The easiest way into Kalemie is by air, and the second easiest way is also by air. Everything else is complicated. A rail line runs up from Lubumbashi, officially two or three times a month, though a timetable in this part of the DRC is more an aspiration than a schedule. The N5 road, the main land route, slips in and out of passability depending on the rains. Boats cross Lake Tanganyika from Kigoma in Tanzania, when they are safe, which is not always. Kalemie is a traveller's town in the old sense - the one where the getting there is half the experience.
Kalemie sits on the western shore of Lake Tanganyika, in the Democratic Republic of the Congo, at the point where the Lukuga River slides out of the lake and begins its long, slow crawl west toward the Lualaba. The town was founded in the 1890s as a Belgian military base called Albertville. The name was changed in the 1970s, under Mobutu's Zairianisation, but the old bones of the colonial port are still there: the rail spur, the wharf, the cement works, the shaded avenues of once-grand residences, and the absolute dominance of the water. If you have never seen Lake Tanganyika, Kalemie is a good place to meet it. The lake is 673 kilometres long, the second deepest in the world, and on a calm morning the horizon dissolves into sky in a way that makes the word lake feel wrong. Inland sea is closer.
FlyCAA operates flights from Kinshasa and Lubumbashi a few times a week - by far the most reliable way to arrive. The flight from Lubumbashi, over a couple of hours of miombo woodland and the Kundelungu plateau, is itself worth the fare, with the shine of the lake rising slowly on the horizon as you descend. The rail service from Lubumbashi, run by SNCC, takes anywhere from four days to well over a week, assuming nothing breaks, which it usually does. The line's west-of-Kalemie track was destroyed by heavy rains in February 2024 and reopened eleven months later, in December. Lake ferries tie Kalemie to Kigoma (Tanzania), Mpulungu (Zambia), Uvira (northern DRC) and Bujumbura (Burundi). Safety is a perennial worry on lake services; ask locally about current conditions before you board.
Kalemie is not a museum town. It is a working port, a university town (the University of Kalemie keeps the region's largest library), and a distribution hub for the minerals of Katanga. Its pleasures are the everyday ones: the morning market along the waterfront, the Marche du port with its fish from the lake; Marche Katanga Kivu and Marche Lubuye for produce and household goods; the cluster of small restaurants in the centre where Papa Senegalais and Restaurant OKAPI feed dockworkers, traders and the occasional UN staffer. Sports fans can catch matches at Stade Kitshanga or Stade Mamba, home to FC Tanganyika and FC Etoile Jaune (the Yellow Stars). Evenings drift toward DA RAISSA Resto, Rio, or the open-air setting of Village Lubuye, where the music runs until the power does.
For sleeping, Hotel Kalemie and Hotel TCHAM are the main options in the town centre, with Mahobilali and Quartier de la Paix offering more modest guest-house stays. Beer comes from Brasimba. Electricity comes from the Bendera hydroelectric plant (also called Kiymbi Dam), on a single transmission line that does not always cooperate. Horizon House and SNEL handle various utilities and services with the stoicism the region demands. French is the official language, but the lingua franca of the eastern Congo is Kingwana - a regional Swahili spoken from the Great Lakes all the way west to the Angolan border. A few phrases go a very long way here. If you want to continue onward, small craft work the coast south toward Moba, and a rough road runs inland to Nyunzu and beyond; Lufukwe, Lubunduye and Matafari are all reachable by hired vehicle if the rains have been kind.
Located at 5.91 degrees south, 29.19 degrees east, on the western shore of Lake Tanganyika. Best viewed from 6,000-10,000 feet AGL on approach to Kalemie Airport (FZRF), which handles the twice-weekly FlyCAA service from Kinshasa (FZAA) and Lubumbashi (FZQA). The lake dominates the eastern horizon - 673 km long, the second-deepest lake on Earth - and the Lukuga River outflow is clearly visible cutting west from the town. Afternoon thunderstorms are common November through April; the dry season June-September offers calmer lake winds and clearer visibility.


Problem to work on: An exact transcription of every entry is required, with the images left out.
= Beginning of Section =
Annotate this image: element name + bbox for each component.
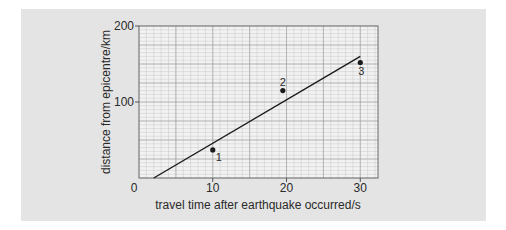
x-axis-label: travel time after earthquake occurred/s (155, 198, 360, 212)
y-tick-label-200: 200 (114, 19, 134, 33)
y-axis-label: distance from epicentre/km (99, 30, 113, 174)
x-tick-label-10: 10 (206, 181, 220, 195)
point-label-2: 2 (280, 76, 286, 88)
data-point-2 (280, 88, 285, 93)
point-label-3: 3 (358, 65, 364, 77)
data-point-3 (358, 60, 363, 65)
x-tick-label-20: 20 (280, 181, 294, 195)
scatter-chart: 0 200 100 10 20 30 travel time after ear… (0, 0, 506, 230)
x-tick-label-30: 30 (354, 181, 368, 195)
point-label-1: 1 (216, 151, 222, 163)
y-tick-label-100: 100 (114, 95, 134, 109)
origin-label: 0 (131, 181, 138, 195)
data-point-1 (210, 147, 215, 152)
= End of Section =
Output below:
Annotate this image: element name + bbox for each component.
x-axis-label: travel time after earthquake occurred/s (155, 198, 360, 212)
y-tick-label-200: 200 (114, 19, 134, 33)
y-axis-label: distance from epicentre/km (99, 30, 113, 174)
x-tick-label-10: 10 (206, 181, 220, 195)
point-label-2: 2 (280, 76, 286, 88)
data-point-2 (280, 88, 285, 93)
point-label-3: 3 (358, 65, 364, 77)
data-point-3 (358, 60, 363, 65)
x-tick-label-20: 20 (280, 181, 294, 195)
scatter-chart: 0 200 100 10 20 30 travel time after ear… (0, 0, 506, 230)
x-tick-label-30: 30 (354, 181, 368, 195)
point-label-1: 1 (216, 151, 222, 163)
y-tick-label-100: 100 (114, 95, 134, 109)
origin-label: 0 (131, 181, 138, 195)
data-point-1 (210, 147, 215, 152)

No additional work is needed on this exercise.